Monday, March 18, 2013

Athletes and Updates

The Templeton Market is located on Templeton Drive North. Built in 1912, this was formerly the home of Bayly Bros. Grocery as well as an I.O.O.F. Hall.

Today I am going to continue my look at the 1920s in Vancouver and give you an update on an earlier story.

Local restaurant owner, Peter Pantages, was organizing the Polar Bear Swim Club. Pangtages, nephew of the Pantages of the Pantages Theatre fame, took a morning dip in the frigid waters of English Bay. After the swim, Peter and his friends would meet at Pantages Peter Pan Cafe on Granville.

The Polar Swim Club organized an annual winter swim for those who decided that once a year in the freezing water was enough. That event still happens every New Years Day. Not that I have ever participated or, at the moment, intend to get into that freezing water.

It was in 1928 that Vancouver's own Percy Williams became a national hero. It was at the Amsterdam Olympics that Williams took the world of track and field by storm, winning gold in both the 100 and 200 metre sprints.

In an earlier blog entry, I posted a photo of the home that Percy once lived in. When I wrote on the new BC Place, I showed photos of a statue of Williams outside the venue. It is obvious that Vancouver appreciates our hero.

Here is a photo of Percy Williams, thanks to the Vancouver Public Library. The Dominion Photo Co is credited with this May 8, 1928 picture.


I posted a link to an online petition a while ago to stop the destruction of a legendary live venue in town, the Waldorf. The developers have said that they are going to incorporate the building into the condominiums being built on that site.

Waldorf Productions though is not dead. The people involved in that have teamed with the Rickshaw owner David Duprey and his partner Rachel Zottenburg to run the Fox Cinema on Granville Street. A five-year lease has been signed with a five-year option to renew. However, it may be a while before the new venue opens since the Fox, a former porno theatre, is a disaster inside and needs a lot of work to clean it up.

To honor this event and in memory of what the Waldorf once was, I found some old photos of the interior from the Vancouver City archives. Enjoy.

Thanks goes to Aynsley Vogel and Dana Wyse for their book Vancouver, A History in Photographs where I got the information on the 1920s in Vancouver. 

I hope you find the beauty around you.


I have written on The Waldorf and its history before. If you want to read what I said, go here.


The task
Return every line of the listing exactly as written.

Data
○ ○ ○ ○ ○

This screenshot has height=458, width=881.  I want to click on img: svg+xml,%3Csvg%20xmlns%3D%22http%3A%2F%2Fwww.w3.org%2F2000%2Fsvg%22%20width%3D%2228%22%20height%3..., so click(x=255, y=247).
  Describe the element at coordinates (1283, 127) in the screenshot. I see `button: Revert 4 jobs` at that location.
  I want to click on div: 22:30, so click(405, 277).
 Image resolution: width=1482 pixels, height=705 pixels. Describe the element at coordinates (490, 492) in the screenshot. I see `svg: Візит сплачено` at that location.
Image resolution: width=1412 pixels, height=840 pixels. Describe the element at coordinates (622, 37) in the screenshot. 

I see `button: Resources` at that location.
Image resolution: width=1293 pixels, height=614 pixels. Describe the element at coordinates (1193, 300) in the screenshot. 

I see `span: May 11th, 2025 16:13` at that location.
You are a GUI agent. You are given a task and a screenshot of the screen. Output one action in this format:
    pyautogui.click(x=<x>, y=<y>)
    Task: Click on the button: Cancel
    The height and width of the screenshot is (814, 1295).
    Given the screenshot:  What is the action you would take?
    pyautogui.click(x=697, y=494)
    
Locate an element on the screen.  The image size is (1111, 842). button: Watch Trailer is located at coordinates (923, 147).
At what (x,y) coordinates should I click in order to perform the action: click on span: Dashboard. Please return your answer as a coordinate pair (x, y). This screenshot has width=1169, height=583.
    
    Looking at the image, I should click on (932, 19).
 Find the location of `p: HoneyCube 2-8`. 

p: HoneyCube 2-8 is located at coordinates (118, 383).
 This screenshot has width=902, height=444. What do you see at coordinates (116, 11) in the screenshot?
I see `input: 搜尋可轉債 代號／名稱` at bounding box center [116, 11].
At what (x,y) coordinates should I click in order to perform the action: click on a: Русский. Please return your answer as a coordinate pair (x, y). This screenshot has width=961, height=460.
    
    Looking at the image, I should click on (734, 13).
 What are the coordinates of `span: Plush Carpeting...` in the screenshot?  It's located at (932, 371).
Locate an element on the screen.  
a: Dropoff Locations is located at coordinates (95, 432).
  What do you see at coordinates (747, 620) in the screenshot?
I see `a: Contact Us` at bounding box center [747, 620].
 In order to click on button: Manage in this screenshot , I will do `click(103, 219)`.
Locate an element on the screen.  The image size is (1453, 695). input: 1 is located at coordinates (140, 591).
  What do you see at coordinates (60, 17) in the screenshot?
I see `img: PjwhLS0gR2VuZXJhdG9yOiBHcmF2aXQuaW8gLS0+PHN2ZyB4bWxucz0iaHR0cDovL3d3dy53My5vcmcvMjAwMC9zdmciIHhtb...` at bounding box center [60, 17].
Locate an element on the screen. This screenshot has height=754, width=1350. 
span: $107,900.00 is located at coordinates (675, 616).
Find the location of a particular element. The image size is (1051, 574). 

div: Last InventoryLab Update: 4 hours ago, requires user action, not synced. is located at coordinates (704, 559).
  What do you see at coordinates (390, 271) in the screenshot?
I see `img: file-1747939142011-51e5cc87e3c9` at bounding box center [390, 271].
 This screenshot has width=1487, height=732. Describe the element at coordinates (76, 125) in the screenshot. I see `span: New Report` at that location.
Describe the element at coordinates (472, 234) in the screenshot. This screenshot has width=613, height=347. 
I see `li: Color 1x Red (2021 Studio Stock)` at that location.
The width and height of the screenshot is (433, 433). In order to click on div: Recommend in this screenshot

○ ○ ○ ○ ○

Result
This screenshot has height=458, width=881.  I want to click on img: svg+xml,%3Csvg%20xmlns%3D%22http%3A%2F%2Fwww.w3.org%2F2000%2Fsvg%22%20width%3D%2228%22%20height%3..., so click(x=255, y=247).
  Describe the element at coordinates (1283, 127) in the screenshot. I see `button: Revert 4 jobs` at that location.
  I want to click on div: 22:30, so click(405, 277).
 Image resolution: width=1482 pixels, height=705 pixels. Describe the element at coordinates (490, 492) in the screenshot. I see `svg: Візит сплачено` at that location.
Image resolution: width=1412 pixels, height=840 pixels. Describe the element at coordinates (622, 37) in the screenshot. 

I see `button: Resources` at that location.
Image resolution: width=1293 pixels, height=614 pixels. Describe the element at coordinates (1193, 300) in the screenshot. 

I see `span: May 11th, 2025 16:13` at that location.
You are a GUI agent. You are given a task and a screenshot of the screen. Output one action in this format:
    pyautogui.click(x=<x>, y=<y>)
    Task: Click on the button: Cancel
    The height and width of the screenshot is (814, 1295).
    Given the screenshot:  What is the action you would take?
    pyautogui.click(x=697, y=494)
    
Locate an element on the screen.  The image size is (1111, 842). button: Watch Trailer is located at coordinates (923, 147).
At what (x,y) coordinates should I click in order to perform the action: click on span: Dashboard. Please return your answer as a coordinate pair (x, y). This screenshot has width=1169, height=583.
    
    Looking at the image, I should click on (932, 19).
 Find the location of `p: HoneyCube 2-8`. 

p: HoneyCube 2-8 is located at coordinates (118, 383).
 This screenshot has width=902, height=444. What do you see at coordinates (116, 11) in the screenshot?
I see `input: 搜尋可轉債 代號／名稱` at bounding box center [116, 11].
At what (x,y) coordinates should I click in order to perform the action: click on a: Русский. Please return your answer as a coordinate pair (x, y). This screenshot has width=961, height=460.
    
    Looking at the image, I should click on (734, 13).
 What are the coordinates of `span: Plush Carpeting...` in the screenshot?  It's located at (932, 371).
Locate an element on the screen.  
a: Dropoff Locations is located at coordinates (95, 432).
  What do you see at coordinates (747, 620) in the screenshot?
I see `a: Contact Us` at bounding box center [747, 620].
 In order to click on button: Manage in this screenshot , I will do `click(103, 219)`.
Locate an element on the screen.  The image size is (1453, 695). input: 1 is located at coordinates (140, 591).
  What do you see at coordinates (60, 17) in the screenshot?
I see `img: PjwhLS0gR2VuZXJhdG9yOiBHcmF2aXQuaW8gLS0+PHN2ZyB4bWxucz0iaHR0cDovL3d3dy53My5vcmcvMjAwMC9zdmciIHhtb...` at bounding box center [60, 17].
Locate an element on the screen. This screenshot has height=754, width=1350. 
span: $107,900.00 is located at coordinates (675, 616).
Find the location of a particular element. The image size is (1051, 574). 

div: Last InventoryLab Update: 4 hours ago, requires user action, not synced. is located at coordinates (704, 559).
  What do you see at coordinates (390, 271) in the screenshot?
I see `img: file-1747939142011-51e5cc87e3c9` at bounding box center [390, 271].
 This screenshot has width=1487, height=732. Describe the element at coordinates (76, 125) in the screenshot. I see `span: New Report` at that location.
Describe the element at coordinates (472, 234) in the screenshot. This screenshot has width=613, height=347. 
I see `li: Color 1x Red (2021 Studio Stock)` at that location.
The width and height of the screenshot is (433, 433). In order to click on div: Recommend in this screenshot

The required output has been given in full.